In other words, a team culture where people are comfortable making mistakes, learning and taking risks.  This type of team fosters innovation and change. How can you build psychological safety in your individual teams without worrying about a large scale HR project coming from the top of the organization?

Here are some 5 ways to build safety and trust within your teams. Note these do not require change initiatives or executive support. They are things you, as a leader, can put in place:

  • Break the golden rule: The golden rule says treat others as you want to be treated. In psychologically safe environments, the opposite needs to be true. Treat others as THEY want to be treated. Know your employees. Know what drives them. Know their communication styles.  If you understand how your employee wants to be treated, then you can adjust your style and make your employee be comfortable and build trust.

  • Acknowledge YOUR mistakes:  Whether you are an individual contributor or a leader, lead by example. First, acknowledge your mistakes. Tell others when you have made a mistake and look for their input on how you could have done things differently. By starting the process of owning and learning from errors,  you make it safe for others to begin to discuss their mistakes as well.

  • Listen: Active listening requires that you can focus on what the other person is saying. It means minimizing distractions. It means not only listening to what the other person is saying, but their tone and body language.  It means shutting down your computer and phone to be fully present. When this happens, it indicates to the people you are talking to that they matter, you see value in them as human beings.

  • Premortem: Have a premortem before projects. Brainstorm about everything that ‘could’ go wrong so you can plan. It makes talking about failures less scary and it builds trust and confidence in the team to tackle the challenges that may arise.  Talk about the crazy things that could happen and what you would do. It creates collaboration on the team, connection, and alignment.

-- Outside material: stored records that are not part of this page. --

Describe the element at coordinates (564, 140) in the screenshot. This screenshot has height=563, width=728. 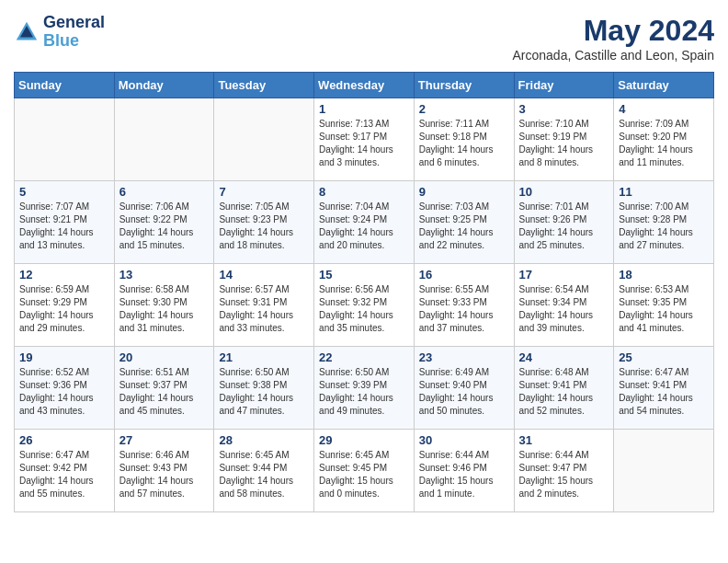
I see `calendar-cell: 3Sunrise: 7:10 AMSunset: 9:19 PMDaylight…` at that location.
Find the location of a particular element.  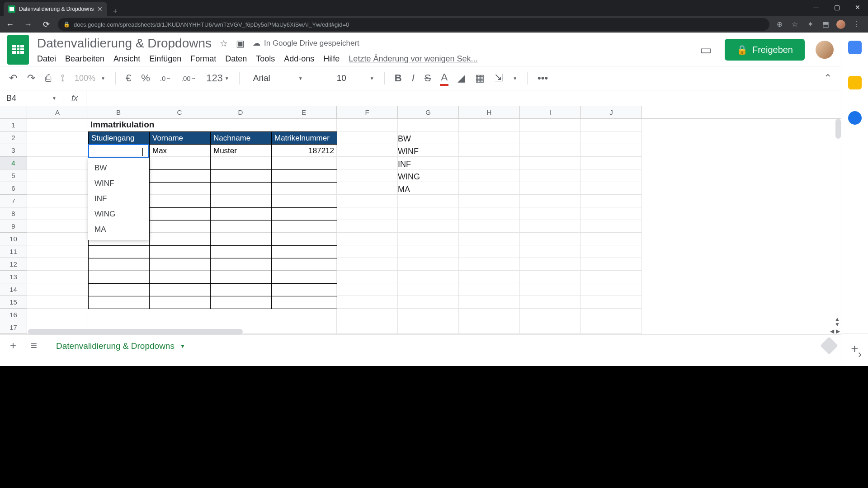

cell-E11 is located at coordinates (305, 239).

  • Remember we are all human.  Leaders need to remember that, regardless of the titles, everyone is a human being who deserves respect. As a leader, speak last. Make sure everyone contributes comfortably. This creates collaboration and trust.  Also encourage all ideas. Do not shut down the opinions of others. Ask open-ended questions to learn more. It is okay to not agree with an idea but do not shut down the idea as it makes it fearful for others to bring up their ideas.

When team members are comfortable being their authentic self and can innovate and participate with their being heard, they will do the best work of their lives.